Figure 7: Elli replays the key segment from the meeting that she missed.

She brings the dialogue map to the front, records an audio annotation, and places it as an answer to the open question on the map. Her To Do panel is automatically synchronised as she does this. She briefly scans it, noting with a groan the new items that have appeared, then leaves her agent to do what it is authorised to act upon while she goes to bed. She will see what it has left her that needs her attention in the morning.

The above scenario is generated from considering feasible integrations (within the next two years) between the technologies summarised at the start. Compendium’s dialogue maps can show the presence status managed by Jabber of people, documents, and other artifacts. Issues, action items and constraints resulting from discussions can lead to I-X Process Panel entries and its planning and execution aids can semi-autonomously handle some of these. Nodes on dialogue maps can be made into active objects indicating status on desktops. Audio/video can be arbitrarily replayed with significant events (such as relevant application events) embedded as metadata in the media stream. Devices and the software tools that utilise them to communicate with the various users know their limitations, and so do the best they can when someone tries to contact or use them.

3. Acknowledgements

This work is supported partially under the Advanced Knowledge Technologies (AKT) Interdisciplinary Research Collaboration (IRC), which is sponsored by the UK Engineering and Physical Sciences Research Council under grant number GR/N15764/01. The AKT IRC comprises the Universities of Aberdeen, Edinburgh, Sheffield, Southampton and the Open University. The I-X project is sponsored by the Defense Advanced Research Projects Agency (DARPA) under grant number F30602-99-1-0024.

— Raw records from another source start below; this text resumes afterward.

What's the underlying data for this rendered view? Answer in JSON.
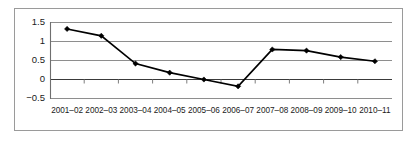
{
  "chart_data": {
    "type": "line",
    "title": "",
    "subtitle": "",
    "xlabel": "",
    "ylabel": "",
    "categories": [
      "2001–02",
      "2002–03",
      "2003–04",
      "2004–05",
      "2005–06",
      "2006–07",
      "2007–08",
      "2008–09",
      "2009–10",
      "2010–11"
    ],
    "values": [
      1.33,
      1.15,
      0.42,
      0.18,
      0.0,
      -0.18,
      0.79,
      0.76,
      0.59,
      0.48
    ],
    "series": [
      {
        "name": "series-1",
        "values": [
          1.33,
          1.15,
          0.42,
          0.18,
          0.0,
          -0.18,
          0.79,
          0.76,
          0.59,
          0.48
        ]
      }
    ],
    "ylim": [
      -0.5,
      1.5
    ],
    "yticks": [
      1.5,
      1,
      0.5,
      0,
      -0.5
    ],
    "ytick_labels": [
      "1.5",
      "1",
      "0.5",
      "0",
      "−0.5"
    ],
    "grid": true,
    "grid_axis": "y",
    "legend": false,
    "legend_position": "none",
    "marker": "diamond",
    "line_color": "#000000",
    "grid_color": "#8e8e8e",
    "border_color": "#9a9a9a",
    "background_color": "#ffffff"
  }
}
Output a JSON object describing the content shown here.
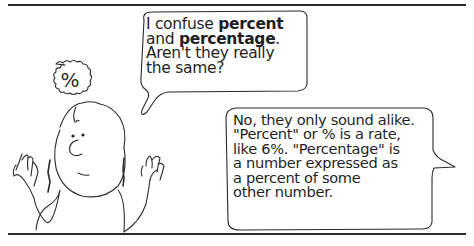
{
  "panel": {
    "question_bubble": {
      "line1_pre": "I confuse ",
      "line1_bold": "percent",
      "line2_pre": "and ",
      "line2_bold": "percentage",
      "line2_post": ".",
      "line3": "Aren't they really",
      "line4": "the same?"
    },
    "answer_bubble": {
      "lines": [
        "No, they only sound alike.",
        "\"Percent\" or % is a rate,",
        "like 6%. \"Percentage\" is",
        "a number expressed as",
        "a percent of some",
        "other number."
      ]
    },
    "thought_symbol": "%"
  }
}
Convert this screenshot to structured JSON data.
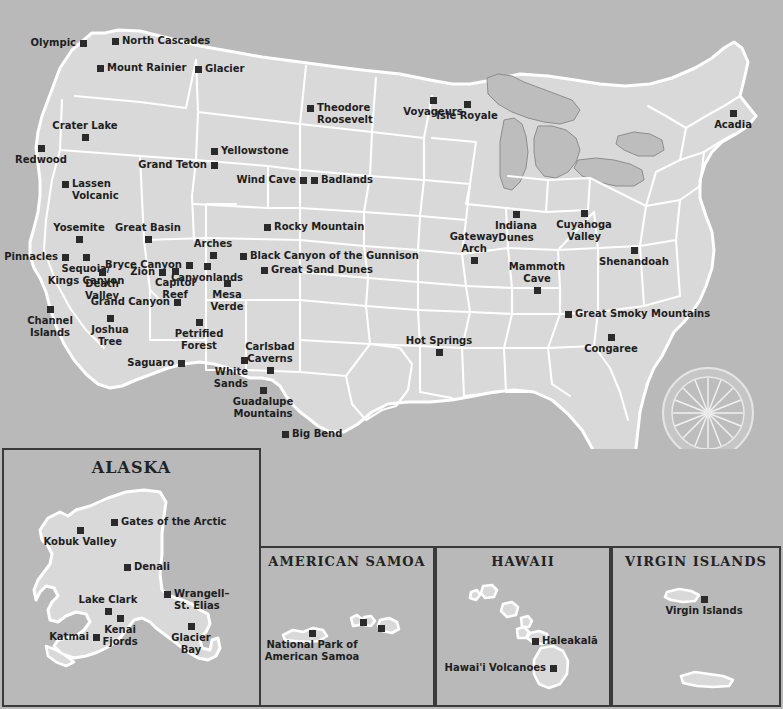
{
  "map": {
    "title": "United States National Parks Map",
    "colors": {
      "ocean": "#b9b9b9",
      "land": "#d9d9d9",
      "border": "#ffffff",
      "marker": "#2b2b2b",
      "lake": "#bdbdbd",
      "panel_border": "#3a3a3a",
      "label_text": "#1e1e1e"
    },
    "compass": {
      "name": "compass-rose"
    },
    "parks": [
      {
        "name": "Olympic",
        "x": 83,
        "y": 43,
        "pos": "l"
      },
      {
        "name": "North Cascades",
        "x": 115,
        "y": 41,
        "pos": "r"
      },
      {
        "name": "Mount Rainier",
        "x": 100,
        "y": 68,
        "pos": "r"
      },
      {
        "name": "Glacier",
        "x": 198,
        "y": 69,
        "pos": "r"
      },
      {
        "name": "Theodore\nRoosevelt",
        "x": 310,
        "y": 108,
        "pos": "r"
      },
      {
        "name": "Voyageurs",
        "x": 433,
        "y": 100,
        "pos": "b"
      },
      {
        "name": "Isle Royale",
        "x": 467,
        "y": 104,
        "pos": "b"
      },
      {
        "name": "Acadia",
        "x": 733,
        "y": 113,
        "pos": "b"
      },
      {
        "name": "Crater Lake",
        "x": 85,
        "y": 137,
        "pos": "t"
      },
      {
        "name": "Redwood",
        "x": 41,
        "y": 148,
        "pos": "b"
      },
      {
        "name": "Yellowstone",
        "x": 214,
        "y": 151,
        "pos": "r"
      },
      {
        "name": "Grand Teton",
        "x": 214,
        "y": 165,
        "pos": "l"
      },
      {
        "name": "Wind Cave",
        "x": 303,
        "y": 180,
        "pos": "l"
      },
      {
        "name": "Badlands",
        "x": 314,
        "y": 180,
        "pos": "r"
      },
      {
        "name": "Lassen\nVolcanic",
        "x": 65,
        "y": 184,
        "pos": "r"
      },
      {
        "name": "Yosemite",
        "x": 79,
        "y": 239,
        "pos": "t"
      },
      {
        "name": "Great Basin",
        "x": 148,
        "y": 239,
        "pos": "t"
      },
      {
        "name": "Rocky Mountain",
        "x": 267,
        "y": 227,
        "pos": "r"
      },
      {
        "name": "Arches",
        "x": 213,
        "y": 255,
        "pos": "t"
      },
      {
        "name": "Black Canyon of the Gunnison",
        "x": 243,
        "y": 256,
        "pos": "r"
      },
      {
        "name": "Pinnacles",
        "x": 65,
        "y": 257,
        "pos": "l"
      },
      {
        "name": "Sequoia/\nKings Canyon",
        "x": 86,
        "y": 257,
        "pos": "b"
      },
      {
        "name": "Bryce Canyon",
        "x": 189,
        "y": 265,
        "pos": "l"
      },
      {
        "name": "Canyonlands",
        "x": 207,
        "y": 266,
        "pos": "b"
      },
      {
        "name": "Great Sand Dunes",
        "x": 264,
        "y": 270,
        "pos": "r"
      },
      {
        "name": "Zion",
        "x": 162,
        "y": 272,
        "pos": "l"
      },
      {
        "name": "Capitol\nReef",
        "x": 175,
        "y": 271,
        "pos": "b"
      },
      {
        "name": "Death\nValley",
        "x": 102,
        "y": 272,
        "pos": "b"
      },
      {
        "name": "Mesa\nVerde",
        "x": 227,
        "y": 283,
        "pos": "b"
      },
      {
        "name": "Grand Canyon",
        "x": 177,
        "y": 302,
        "pos": "l"
      },
      {
        "name": "Channel\nIslands",
        "x": 50,
        "y": 309,
        "pos": "b"
      },
      {
        "name": "Joshua\nTree",
        "x": 110,
        "y": 318,
        "pos": "b"
      },
      {
        "name": "Petrified\nForest",
        "x": 199,
        "y": 322,
        "pos": "b"
      },
      {
        "name": "Great Smoky Mountains",
        "x": 568,
        "y": 314,
        "pos": "r"
      },
      {
        "name": "Hot Springs",
        "x": 439,
        "y": 352,
        "pos": "t"
      },
      {
        "name": "Congaree",
        "x": 611,
        "y": 337,
        "pos": "b"
      },
      {
        "name": "Saguaro",
        "x": 181,
        "y": 363,
        "pos": "l"
      },
      {
        "name": "White\nSands",
        "x": 244,
        "y": 360,
        "pos": "bl"
      },
      {
        "name": "Carlsbad\nCaverns",
        "x": 270,
        "y": 370,
        "pos": "t"
      },
      {
        "name": "Guadalupe\nMountains",
        "x": 263,
        "y": 390,
        "pos": "b"
      },
      {
        "name": "Big Bend",
        "x": 285,
        "y": 434,
        "pos": "r"
      },
      {
        "name": "Gateway\nArch",
        "x": 474,
        "y": 260,
        "pos": "t"
      },
      {
        "name": "Indiana\nDunes",
        "x": 516,
        "y": 214,
        "pos": "b"
      },
      {
        "name": "Cuyahoga\nValley",
        "x": 584,
        "y": 213,
        "pos": "b"
      },
      {
        "name": "Shenandoah",
        "x": 634,
        "y": 250,
        "pos": "b"
      },
      {
        "name": "Mammoth\nCave",
        "x": 537,
        "y": 290,
        "pos": "t"
      },
      {
        "name": "Biscayne",
        "x": 640,
        "y": 490,
        "pos": "r"
      },
      {
        "name": "Everglades",
        "x": 628,
        "y": 503,
        "pos": "b"
      },
      {
        "name": "Dry Tortugas",
        "x": 594,
        "y": 519,
        "pos": "l"
      }
    ],
    "insets": [
      {
        "id": "alaska",
        "title": "ALASKA",
        "parks": [
          {
            "name": "Gates of the Arctic",
            "x": 110,
            "y": 72,
            "pos": "r"
          },
          {
            "name": "Kobuk Valley",
            "x": 76,
            "y": 80,
            "pos": "b"
          },
          {
            "name": "Denali",
            "x": 123,
            "y": 117,
            "pos": "r"
          },
          {
            "name": "Wrangell–\nSt. Elias",
            "x": 163,
            "y": 144,
            "pos": "r"
          },
          {
            "name": "Lake Clark",
            "x": 104,
            "y": 161,
            "pos": "t"
          },
          {
            "name": "Kenai\nFjords",
            "x": 116,
            "y": 168,
            "pos": "b"
          },
          {
            "name": "Glacier\nBay",
            "x": 187,
            "y": 176,
            "pos": "b"
          },
          {
            "name": "Katmai",
            "x": 92,
            "y": 187,
            "pos": "l"
          }
        ]
      },
      {
        "id": "samoa",
        "title": "AMERICAN SAMOA",
        "parks": [
          {
            "name": "National Park of\nAmerican Samoa",
            "x": 51,
            "y": 85,
            "pos": "b"
          }
        ],
        "extra_markers": [
          {
            "x": 102,
            "y": 74
          },
          {
            "x": 120,
            "y": 80
          }
        ]
      },
      {
        "id": "hawaii",
        "title": "HAWAII",
        "parks": [
          {
            "name": "Haleakalā",
            "x": 98,
            "y": 93,
            "pos": "r"
          },
          {
            "name": "Hawai'i Volcanoes",
            "x": 116,
            "y": 120,
            "pos": "l"
          }
        ]
      },
      {
        "id": "vi",
        "title": "VIRGIN ISLANDS",
        "parks": [
          {
            "name": "Virgin Islands",
            "x": 91,
            "y": 51,
            "pos": "b"
          }
        ]
      }
    ]
  }
}
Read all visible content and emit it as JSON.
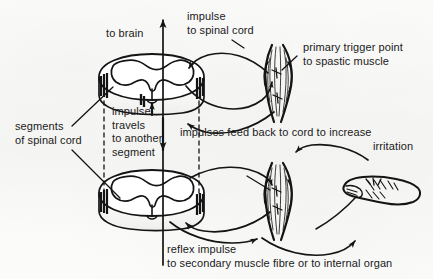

The authors’ employers and research sponsors are authorised to reproduce and distribute reprints and on-line copies for their purposes notwithstanding any copyright annotation hereon. The views and conclusions contained herein are those of the authors and should not be interpreted as necessarily representing official policies or endorsements, either express or implied, of other parties.

4. References

[1] Eisenstadt, M, (2002). From Buddy Lists to Buddy Space: Scaleable Experiences of InterPersonal Presence. Proceedings of the Presence and Interworking Mobility Summit (PIM2002), June 11-13, 2002, Helsinki, Finland. [www.pulver.com/pim]

[2] Levine, J., Tate, A. and Dalton, J. (2000). O-P3: Supporting the Planning Process using Open Planning Process Panels. IEEE Intelligent Systems, Vol. 15, No. 6, November/December 2000.

[3] De Roure, D.C., Moreau, L. and Hall, W. (2002). HyStream - Applying Open Hypermedia to Multimedia Streams. Individual Grant Review Report, EPSRC GR/M84077/01 [www.ecs.soton.ac.uk/~dder/hystream/hystream-report.htm]

[4] Selvin, A., Buckingham Shum, S., Sierhuis, M., Conklin, J., Zimmermann, B., Palus , C., Drath, W., Horth, D., Domingue, J., Motta, E. and Li, G. (2001). Compendium: Making Meetings into Knowledge Events. Knowledge Technologies 2001, March 4-7, 2001, Austin TX. This and other case studies at: [www.CompendiumInstitute.org]

[5] Tate, A. (1996). The <I-N-OVA> Constraint Model of Plans, Proceedings of the Third International Conference on Artificial Intelligence Planning Systems, (ed. B.Drabble), pp.221-228, Edinburgh, UK, May 1996, AAAI Press.

[6] Tate, A., Levine, J., Dalton, J. and Nixon, A. (2002). Task Achieving Agents on the World Wide Web, In Creating the Semantic Web, Fensel, D., Hendler, J., Liebermann, H. and Wahlster, W. (eds.), 2002, MIT Press.